Fetch a single tag from remote repository

I read all the answers, but there is not yet mentioned one syntactic sugar. If you need to fetch only one tag as a tag (to checkout later) you can write, for instance for refs/tags/2.3.18:

git fetch origin tag 2.3.18 --no-tags

This is shortcut for already mentioned:

git fetch origin refs/tags/2.3.18:refs/tags/2.3.18 --no-tags

Of course, you may not use --no-tags if you need other tags (according to the default behavior) or if you already explicitly set --no-tag in the clone command or in tagOpt config option(man git-clone).

git fetch origin tag 2.3.18

git fetch origin refs/tags/1.0.0

This fails because it doesn't write a local reference: it obtains the remote's refs/tags/1.0.0, and any tag object(s), commits, etc., required to go with it; it drops those into FETCH_HEAD (as all git fetch commands always do); and ... that's it. It never creates reference refs/tags/1.0.0 in your repository, even though it got everything it needed to do so.

To make it create such a tag if it does not yet exist:

git fetch origin refs/tags/1.0.0:refs/tags/1.0.0

The name on the right of the colon is the name your Git will use in your repository. You could turn this tag into a branch named wacky, for instance, by naming it refs/heads/wacky. (There's no reason to do this. I am describing this just for illustration.)

This is a non-forced fetch, so if you already have a refs/tags/1.0.0, your Git will refuse to update your reference. If you wish to overwrite any existing 1.0.0 tag, use:

git fetch origin +refs/tags/1.0.0:refs/tags/1.0.0

If you wish to fetch all tags, with or without overwriting:

git fetch origin 'refs/tags/*:refs/tags/*'

with or without a leading plus sign. (Note: the quote marks are just to protect the * from your shell. The plus sign may go inside or outside the quotes. In fact, the quotes themselves can go anywhere as long as they surround all asterisks or other shell meta-characters:

refs/tags/'*:refs/tags/*'

or you can use backslashes instead:

refs/tags/\*:refs/tags/\*

In all cases we are just protecting the sensitive asterisk from the shell's "asterisks are tasty, let's eat them" functions.)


▶ Task brief: Show every line from the entries that follow which holds the word "labels".

▶ Exercise material:
◇ ◇ ◇ ◇
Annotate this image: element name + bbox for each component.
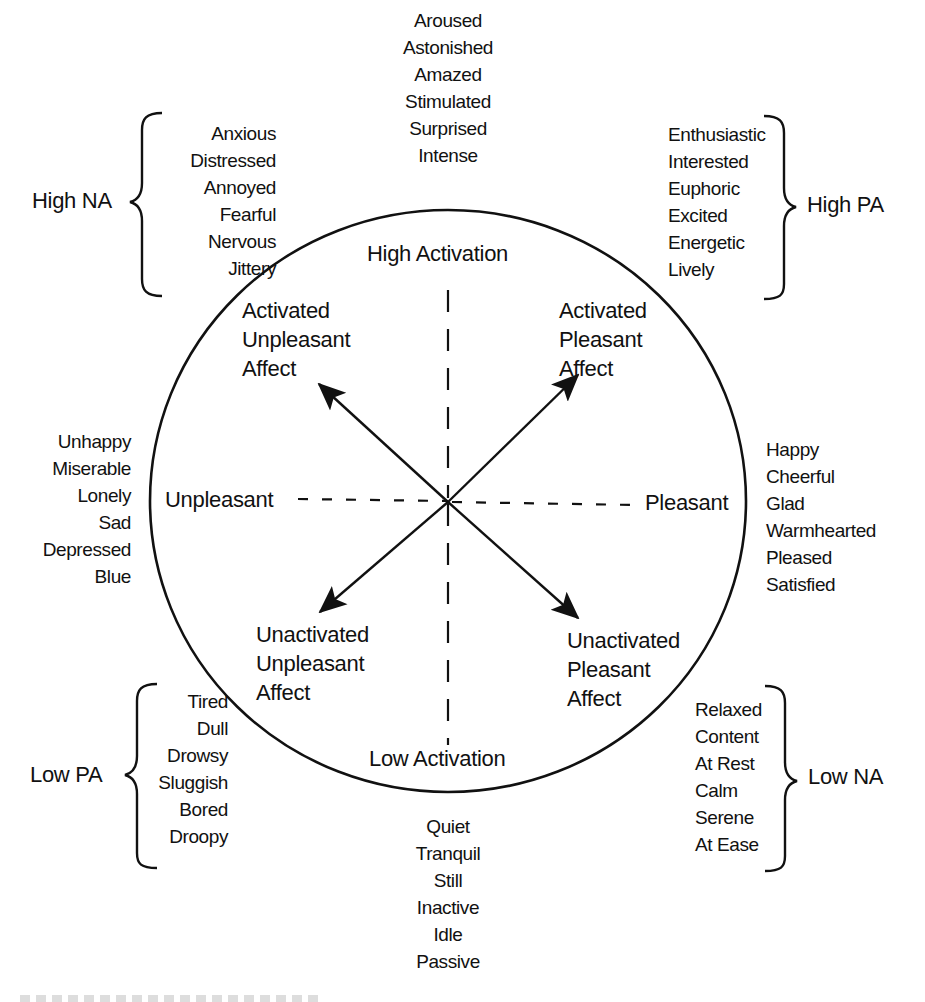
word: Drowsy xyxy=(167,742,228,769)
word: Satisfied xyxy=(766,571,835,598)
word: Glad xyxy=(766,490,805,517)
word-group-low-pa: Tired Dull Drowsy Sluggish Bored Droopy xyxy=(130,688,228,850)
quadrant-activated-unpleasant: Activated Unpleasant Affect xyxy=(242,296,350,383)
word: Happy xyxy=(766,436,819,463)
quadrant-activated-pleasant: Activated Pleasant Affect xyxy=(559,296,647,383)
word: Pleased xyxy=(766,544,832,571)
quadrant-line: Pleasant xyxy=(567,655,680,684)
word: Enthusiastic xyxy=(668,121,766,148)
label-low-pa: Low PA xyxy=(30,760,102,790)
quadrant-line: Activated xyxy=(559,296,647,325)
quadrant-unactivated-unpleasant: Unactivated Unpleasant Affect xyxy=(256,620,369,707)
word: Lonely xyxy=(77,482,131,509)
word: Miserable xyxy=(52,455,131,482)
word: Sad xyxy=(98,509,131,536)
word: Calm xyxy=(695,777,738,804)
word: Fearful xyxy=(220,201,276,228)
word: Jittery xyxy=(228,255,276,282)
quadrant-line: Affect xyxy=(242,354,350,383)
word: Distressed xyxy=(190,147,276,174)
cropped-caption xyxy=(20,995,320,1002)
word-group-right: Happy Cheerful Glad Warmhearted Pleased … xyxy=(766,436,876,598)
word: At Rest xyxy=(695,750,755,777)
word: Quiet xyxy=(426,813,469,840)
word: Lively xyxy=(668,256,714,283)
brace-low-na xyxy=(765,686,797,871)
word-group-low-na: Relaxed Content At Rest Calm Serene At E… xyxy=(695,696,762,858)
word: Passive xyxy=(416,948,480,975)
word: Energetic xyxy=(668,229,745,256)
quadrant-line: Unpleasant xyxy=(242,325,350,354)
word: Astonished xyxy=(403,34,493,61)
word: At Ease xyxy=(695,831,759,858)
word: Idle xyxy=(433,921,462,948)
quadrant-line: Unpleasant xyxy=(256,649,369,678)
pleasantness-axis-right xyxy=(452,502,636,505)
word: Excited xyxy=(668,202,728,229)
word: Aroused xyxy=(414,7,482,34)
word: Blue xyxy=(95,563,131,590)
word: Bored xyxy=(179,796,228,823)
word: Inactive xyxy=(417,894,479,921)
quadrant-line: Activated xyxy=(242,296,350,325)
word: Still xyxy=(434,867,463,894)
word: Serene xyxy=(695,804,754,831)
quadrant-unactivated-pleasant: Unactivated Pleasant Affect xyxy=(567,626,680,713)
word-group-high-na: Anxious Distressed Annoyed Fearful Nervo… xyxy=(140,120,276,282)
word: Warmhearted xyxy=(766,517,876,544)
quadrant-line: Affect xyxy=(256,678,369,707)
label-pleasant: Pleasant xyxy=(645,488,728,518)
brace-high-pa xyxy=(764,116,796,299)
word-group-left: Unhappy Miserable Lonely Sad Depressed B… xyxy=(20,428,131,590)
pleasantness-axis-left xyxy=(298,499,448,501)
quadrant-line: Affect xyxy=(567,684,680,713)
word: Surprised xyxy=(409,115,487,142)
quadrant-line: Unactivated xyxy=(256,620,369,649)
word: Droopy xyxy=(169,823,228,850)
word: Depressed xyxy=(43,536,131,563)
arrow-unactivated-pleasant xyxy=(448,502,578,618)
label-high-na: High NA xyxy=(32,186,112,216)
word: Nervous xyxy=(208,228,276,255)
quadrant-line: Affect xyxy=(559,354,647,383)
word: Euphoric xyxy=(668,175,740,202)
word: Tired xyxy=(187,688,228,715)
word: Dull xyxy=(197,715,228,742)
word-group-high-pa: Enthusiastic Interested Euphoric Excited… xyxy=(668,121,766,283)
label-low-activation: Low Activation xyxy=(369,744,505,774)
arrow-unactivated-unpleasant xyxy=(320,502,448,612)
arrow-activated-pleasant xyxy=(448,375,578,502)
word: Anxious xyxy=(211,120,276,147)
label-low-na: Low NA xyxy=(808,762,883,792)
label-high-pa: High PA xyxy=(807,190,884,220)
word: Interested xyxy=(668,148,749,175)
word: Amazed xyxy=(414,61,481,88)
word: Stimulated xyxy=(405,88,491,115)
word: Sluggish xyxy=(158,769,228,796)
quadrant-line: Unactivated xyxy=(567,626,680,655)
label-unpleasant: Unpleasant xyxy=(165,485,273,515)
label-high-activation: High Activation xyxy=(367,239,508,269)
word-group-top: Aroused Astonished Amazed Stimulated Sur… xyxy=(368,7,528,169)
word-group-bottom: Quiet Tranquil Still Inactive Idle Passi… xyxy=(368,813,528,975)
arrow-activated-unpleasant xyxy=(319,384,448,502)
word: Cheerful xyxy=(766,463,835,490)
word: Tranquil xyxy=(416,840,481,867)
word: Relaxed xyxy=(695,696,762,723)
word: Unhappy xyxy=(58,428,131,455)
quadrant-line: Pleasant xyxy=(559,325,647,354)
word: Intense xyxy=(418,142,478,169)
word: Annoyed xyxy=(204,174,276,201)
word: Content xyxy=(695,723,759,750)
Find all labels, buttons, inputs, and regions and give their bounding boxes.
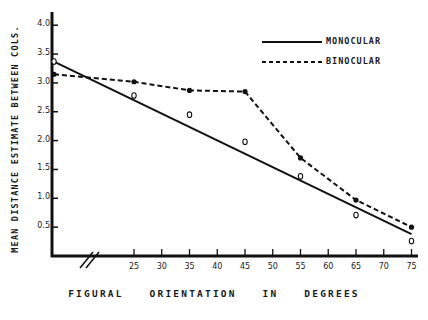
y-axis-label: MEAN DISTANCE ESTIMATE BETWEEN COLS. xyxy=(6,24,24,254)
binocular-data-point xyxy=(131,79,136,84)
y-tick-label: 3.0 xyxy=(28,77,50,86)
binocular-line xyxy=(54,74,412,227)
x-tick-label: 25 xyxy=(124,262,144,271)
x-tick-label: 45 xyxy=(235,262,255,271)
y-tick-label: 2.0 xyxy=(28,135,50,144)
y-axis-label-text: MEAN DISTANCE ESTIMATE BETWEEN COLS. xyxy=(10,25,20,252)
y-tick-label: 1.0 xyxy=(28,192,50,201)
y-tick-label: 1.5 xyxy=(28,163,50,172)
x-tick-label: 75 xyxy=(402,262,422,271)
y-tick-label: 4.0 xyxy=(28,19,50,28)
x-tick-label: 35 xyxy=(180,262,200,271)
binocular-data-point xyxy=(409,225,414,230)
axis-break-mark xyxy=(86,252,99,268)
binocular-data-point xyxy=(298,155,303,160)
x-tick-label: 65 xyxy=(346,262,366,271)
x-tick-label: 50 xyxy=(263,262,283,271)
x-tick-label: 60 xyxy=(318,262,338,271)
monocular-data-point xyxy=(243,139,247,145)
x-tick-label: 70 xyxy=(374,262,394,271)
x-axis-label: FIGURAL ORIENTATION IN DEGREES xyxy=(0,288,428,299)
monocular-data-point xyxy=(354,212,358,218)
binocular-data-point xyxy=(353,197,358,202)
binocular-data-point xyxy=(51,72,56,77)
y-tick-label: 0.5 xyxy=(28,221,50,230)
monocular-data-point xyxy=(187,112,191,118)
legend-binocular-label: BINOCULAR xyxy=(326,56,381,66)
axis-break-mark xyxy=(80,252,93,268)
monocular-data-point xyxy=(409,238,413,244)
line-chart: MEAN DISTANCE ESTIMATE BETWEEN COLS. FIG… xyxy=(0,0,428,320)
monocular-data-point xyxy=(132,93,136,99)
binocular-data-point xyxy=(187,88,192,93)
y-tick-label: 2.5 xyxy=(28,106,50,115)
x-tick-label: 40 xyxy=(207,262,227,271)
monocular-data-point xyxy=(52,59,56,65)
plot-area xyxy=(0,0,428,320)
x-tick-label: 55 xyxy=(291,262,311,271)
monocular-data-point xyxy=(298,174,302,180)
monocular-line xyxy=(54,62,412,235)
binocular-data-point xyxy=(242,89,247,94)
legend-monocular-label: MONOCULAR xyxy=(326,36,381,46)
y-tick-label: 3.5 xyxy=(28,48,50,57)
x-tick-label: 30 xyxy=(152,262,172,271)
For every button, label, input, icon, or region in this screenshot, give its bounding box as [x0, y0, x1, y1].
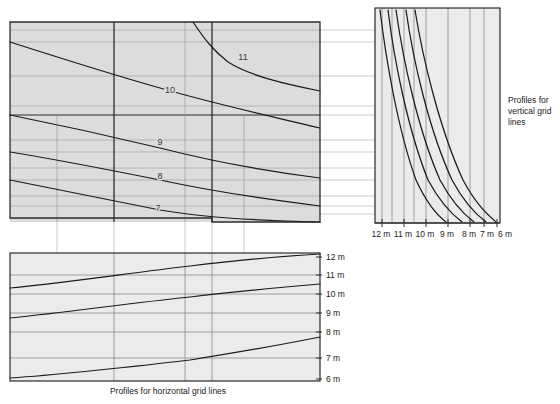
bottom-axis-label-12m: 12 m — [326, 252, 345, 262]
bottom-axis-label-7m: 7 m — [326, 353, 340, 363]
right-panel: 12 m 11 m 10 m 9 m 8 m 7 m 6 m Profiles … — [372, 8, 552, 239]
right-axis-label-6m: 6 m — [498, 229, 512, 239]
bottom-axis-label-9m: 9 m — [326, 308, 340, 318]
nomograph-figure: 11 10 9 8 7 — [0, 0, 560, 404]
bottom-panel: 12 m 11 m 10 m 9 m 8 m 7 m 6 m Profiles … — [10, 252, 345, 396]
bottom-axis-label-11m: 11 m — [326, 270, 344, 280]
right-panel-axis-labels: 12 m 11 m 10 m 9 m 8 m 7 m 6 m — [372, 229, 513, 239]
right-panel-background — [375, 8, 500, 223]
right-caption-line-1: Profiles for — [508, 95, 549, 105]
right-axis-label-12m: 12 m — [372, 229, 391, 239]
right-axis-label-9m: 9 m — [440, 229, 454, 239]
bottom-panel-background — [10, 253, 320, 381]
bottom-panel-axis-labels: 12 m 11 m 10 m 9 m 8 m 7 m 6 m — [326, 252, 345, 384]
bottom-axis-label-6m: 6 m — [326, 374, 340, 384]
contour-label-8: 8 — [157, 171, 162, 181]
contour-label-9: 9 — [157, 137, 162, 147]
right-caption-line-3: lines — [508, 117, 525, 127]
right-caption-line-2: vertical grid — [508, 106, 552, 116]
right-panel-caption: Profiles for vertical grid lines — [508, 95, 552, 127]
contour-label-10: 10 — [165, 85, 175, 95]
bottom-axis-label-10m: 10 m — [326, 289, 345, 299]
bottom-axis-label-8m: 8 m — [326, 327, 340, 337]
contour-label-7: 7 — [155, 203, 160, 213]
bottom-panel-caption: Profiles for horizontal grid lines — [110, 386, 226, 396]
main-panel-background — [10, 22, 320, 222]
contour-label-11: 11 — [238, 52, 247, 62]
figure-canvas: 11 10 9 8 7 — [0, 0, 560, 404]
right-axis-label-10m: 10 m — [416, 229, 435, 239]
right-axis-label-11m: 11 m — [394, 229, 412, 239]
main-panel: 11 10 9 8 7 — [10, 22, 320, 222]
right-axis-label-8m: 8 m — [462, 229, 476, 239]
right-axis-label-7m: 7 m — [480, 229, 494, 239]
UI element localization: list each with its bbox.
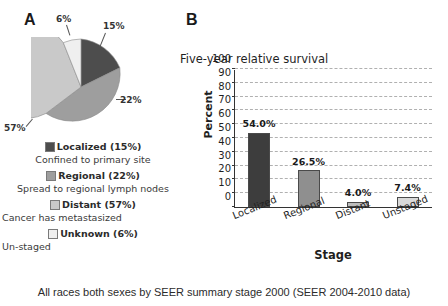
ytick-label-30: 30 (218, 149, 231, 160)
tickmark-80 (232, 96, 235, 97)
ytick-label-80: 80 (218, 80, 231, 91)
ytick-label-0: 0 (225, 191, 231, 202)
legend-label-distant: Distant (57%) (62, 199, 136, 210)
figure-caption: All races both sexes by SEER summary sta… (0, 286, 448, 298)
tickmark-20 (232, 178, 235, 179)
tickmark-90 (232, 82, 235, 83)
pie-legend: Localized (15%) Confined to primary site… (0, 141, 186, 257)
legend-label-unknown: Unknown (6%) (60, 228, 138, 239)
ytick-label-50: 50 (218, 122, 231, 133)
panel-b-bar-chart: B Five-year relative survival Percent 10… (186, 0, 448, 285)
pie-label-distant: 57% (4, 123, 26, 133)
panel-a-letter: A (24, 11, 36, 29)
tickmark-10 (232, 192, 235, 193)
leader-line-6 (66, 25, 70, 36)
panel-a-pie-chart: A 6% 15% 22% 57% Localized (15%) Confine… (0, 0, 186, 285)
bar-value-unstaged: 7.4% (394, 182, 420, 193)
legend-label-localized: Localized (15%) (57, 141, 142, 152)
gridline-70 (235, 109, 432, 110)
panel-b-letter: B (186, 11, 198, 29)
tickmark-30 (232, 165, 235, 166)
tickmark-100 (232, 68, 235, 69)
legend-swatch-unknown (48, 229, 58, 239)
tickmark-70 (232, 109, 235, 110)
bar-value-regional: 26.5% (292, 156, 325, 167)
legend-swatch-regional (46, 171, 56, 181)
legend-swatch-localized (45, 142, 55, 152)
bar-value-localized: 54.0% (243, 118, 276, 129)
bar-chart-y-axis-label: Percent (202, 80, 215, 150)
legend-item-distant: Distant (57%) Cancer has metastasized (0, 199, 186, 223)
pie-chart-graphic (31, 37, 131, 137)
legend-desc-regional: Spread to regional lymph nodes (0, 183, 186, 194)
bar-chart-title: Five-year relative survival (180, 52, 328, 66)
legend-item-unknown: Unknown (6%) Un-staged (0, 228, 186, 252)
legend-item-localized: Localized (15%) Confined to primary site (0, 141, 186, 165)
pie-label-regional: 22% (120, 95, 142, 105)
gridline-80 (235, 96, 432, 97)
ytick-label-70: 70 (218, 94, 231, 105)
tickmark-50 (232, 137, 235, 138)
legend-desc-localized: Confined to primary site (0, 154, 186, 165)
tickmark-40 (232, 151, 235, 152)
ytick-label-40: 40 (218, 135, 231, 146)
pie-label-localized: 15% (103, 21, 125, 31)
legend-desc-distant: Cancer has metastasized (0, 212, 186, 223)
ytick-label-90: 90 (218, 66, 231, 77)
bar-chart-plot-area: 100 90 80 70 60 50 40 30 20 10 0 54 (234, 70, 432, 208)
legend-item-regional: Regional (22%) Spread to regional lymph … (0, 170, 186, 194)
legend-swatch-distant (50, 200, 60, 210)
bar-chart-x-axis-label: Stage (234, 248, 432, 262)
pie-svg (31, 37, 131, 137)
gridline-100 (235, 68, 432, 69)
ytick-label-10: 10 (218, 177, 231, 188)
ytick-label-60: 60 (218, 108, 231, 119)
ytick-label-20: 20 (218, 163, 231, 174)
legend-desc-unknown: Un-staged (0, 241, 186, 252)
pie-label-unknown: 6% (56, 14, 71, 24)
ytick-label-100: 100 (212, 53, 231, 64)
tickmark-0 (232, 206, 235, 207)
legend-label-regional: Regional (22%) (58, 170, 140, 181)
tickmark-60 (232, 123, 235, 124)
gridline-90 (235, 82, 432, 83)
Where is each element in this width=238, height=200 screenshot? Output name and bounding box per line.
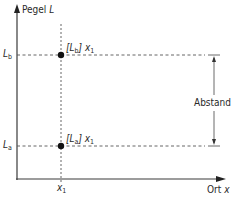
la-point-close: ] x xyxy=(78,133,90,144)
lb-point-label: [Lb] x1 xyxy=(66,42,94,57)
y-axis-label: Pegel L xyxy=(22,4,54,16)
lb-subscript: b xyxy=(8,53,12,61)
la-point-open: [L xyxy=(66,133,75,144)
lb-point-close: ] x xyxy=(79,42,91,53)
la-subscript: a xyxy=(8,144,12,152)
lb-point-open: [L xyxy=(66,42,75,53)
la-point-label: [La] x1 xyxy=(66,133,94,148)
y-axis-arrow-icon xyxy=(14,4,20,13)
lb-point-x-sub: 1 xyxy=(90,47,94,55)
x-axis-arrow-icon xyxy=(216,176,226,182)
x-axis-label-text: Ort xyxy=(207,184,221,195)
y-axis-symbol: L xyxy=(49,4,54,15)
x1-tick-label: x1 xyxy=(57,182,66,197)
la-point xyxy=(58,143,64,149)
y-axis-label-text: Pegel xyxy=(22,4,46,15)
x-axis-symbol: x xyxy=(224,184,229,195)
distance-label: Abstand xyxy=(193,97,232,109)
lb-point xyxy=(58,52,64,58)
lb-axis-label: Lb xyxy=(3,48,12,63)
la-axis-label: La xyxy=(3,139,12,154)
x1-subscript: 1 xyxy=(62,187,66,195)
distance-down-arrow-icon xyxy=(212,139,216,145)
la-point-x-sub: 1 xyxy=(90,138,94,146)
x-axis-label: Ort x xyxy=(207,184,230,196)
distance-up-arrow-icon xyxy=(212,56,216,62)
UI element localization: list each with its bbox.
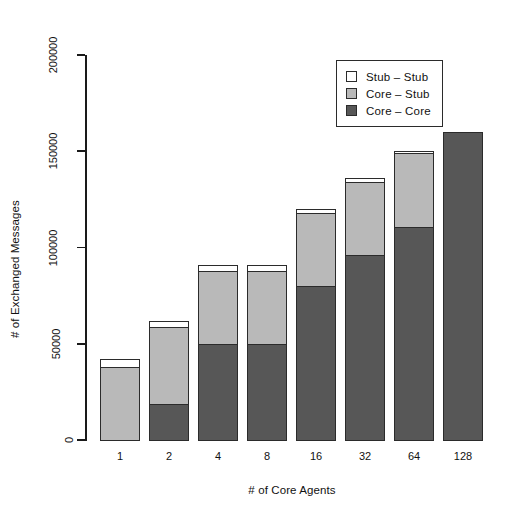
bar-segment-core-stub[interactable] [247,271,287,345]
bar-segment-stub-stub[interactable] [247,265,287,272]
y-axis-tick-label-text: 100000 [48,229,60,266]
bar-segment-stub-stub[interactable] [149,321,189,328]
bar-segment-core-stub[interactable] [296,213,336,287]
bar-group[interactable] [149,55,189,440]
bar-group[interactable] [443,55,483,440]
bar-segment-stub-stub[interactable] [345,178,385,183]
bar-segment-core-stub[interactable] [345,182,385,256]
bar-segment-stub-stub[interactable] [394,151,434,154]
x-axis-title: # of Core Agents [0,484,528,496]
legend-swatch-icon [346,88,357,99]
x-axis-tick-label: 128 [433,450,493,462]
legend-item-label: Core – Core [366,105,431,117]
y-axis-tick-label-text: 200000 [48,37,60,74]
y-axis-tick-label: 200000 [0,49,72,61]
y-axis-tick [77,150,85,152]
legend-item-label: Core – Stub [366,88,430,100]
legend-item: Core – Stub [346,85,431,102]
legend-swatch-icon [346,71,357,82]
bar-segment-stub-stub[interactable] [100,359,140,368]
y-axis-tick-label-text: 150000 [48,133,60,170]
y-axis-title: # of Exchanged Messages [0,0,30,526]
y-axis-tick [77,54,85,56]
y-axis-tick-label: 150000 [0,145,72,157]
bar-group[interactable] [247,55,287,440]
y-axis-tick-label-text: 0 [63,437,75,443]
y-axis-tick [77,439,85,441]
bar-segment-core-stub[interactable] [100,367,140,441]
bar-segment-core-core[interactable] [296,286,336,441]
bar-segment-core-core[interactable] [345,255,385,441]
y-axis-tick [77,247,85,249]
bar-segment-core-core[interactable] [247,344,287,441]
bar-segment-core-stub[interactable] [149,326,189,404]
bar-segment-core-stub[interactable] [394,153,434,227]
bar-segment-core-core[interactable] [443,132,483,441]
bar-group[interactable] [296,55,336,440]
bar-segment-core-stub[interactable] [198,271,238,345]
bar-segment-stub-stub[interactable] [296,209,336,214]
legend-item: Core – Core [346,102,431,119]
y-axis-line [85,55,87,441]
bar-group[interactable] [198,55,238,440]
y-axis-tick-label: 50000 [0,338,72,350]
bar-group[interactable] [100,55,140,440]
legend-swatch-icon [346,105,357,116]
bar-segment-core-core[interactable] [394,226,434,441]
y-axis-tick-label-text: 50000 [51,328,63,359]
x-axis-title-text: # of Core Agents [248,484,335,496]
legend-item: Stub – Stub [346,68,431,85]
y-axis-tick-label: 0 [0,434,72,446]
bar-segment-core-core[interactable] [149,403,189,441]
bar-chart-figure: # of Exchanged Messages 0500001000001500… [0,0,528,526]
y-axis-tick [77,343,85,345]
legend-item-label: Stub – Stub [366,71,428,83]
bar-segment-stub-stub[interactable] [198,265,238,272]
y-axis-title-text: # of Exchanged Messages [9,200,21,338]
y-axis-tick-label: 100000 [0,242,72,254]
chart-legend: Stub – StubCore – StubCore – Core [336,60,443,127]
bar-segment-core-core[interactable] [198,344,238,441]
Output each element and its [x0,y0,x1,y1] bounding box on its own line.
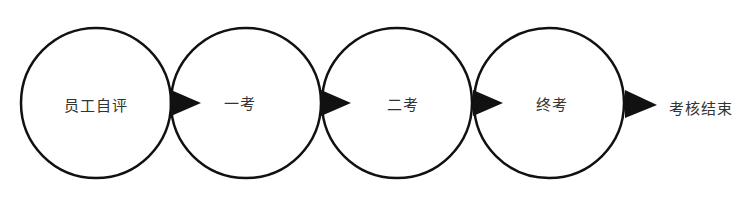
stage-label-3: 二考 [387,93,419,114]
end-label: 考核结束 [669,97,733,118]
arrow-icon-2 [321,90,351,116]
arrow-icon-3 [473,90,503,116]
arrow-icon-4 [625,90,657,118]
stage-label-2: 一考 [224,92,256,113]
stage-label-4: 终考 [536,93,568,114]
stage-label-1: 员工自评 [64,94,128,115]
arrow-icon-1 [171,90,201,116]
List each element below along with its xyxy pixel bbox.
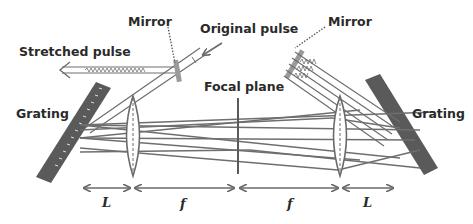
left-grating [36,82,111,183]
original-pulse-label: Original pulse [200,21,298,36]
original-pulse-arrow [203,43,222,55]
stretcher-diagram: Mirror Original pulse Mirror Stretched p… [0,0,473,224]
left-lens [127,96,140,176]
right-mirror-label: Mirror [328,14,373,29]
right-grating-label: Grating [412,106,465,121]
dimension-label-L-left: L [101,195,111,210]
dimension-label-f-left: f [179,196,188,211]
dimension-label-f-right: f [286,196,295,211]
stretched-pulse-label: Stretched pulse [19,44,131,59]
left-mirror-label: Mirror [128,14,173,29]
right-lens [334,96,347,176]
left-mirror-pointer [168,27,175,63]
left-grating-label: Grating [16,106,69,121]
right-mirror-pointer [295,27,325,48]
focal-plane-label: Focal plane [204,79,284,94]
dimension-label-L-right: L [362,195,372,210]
◇ ◇ ◇ ◇
▶ Problem solution:
Find all labels, buttons, inputs, and regions and give their bounding boxes.
right-panel-axis-labels: 12 m 11 m 10 m 9 m 8 m 7 m 6 m — [372, 229, 513, 239]
bottom-panel-axis-labels: 12 m 11 m 10 m 9 m 8 m 7 m 6 m — [326, 252, 345, 384]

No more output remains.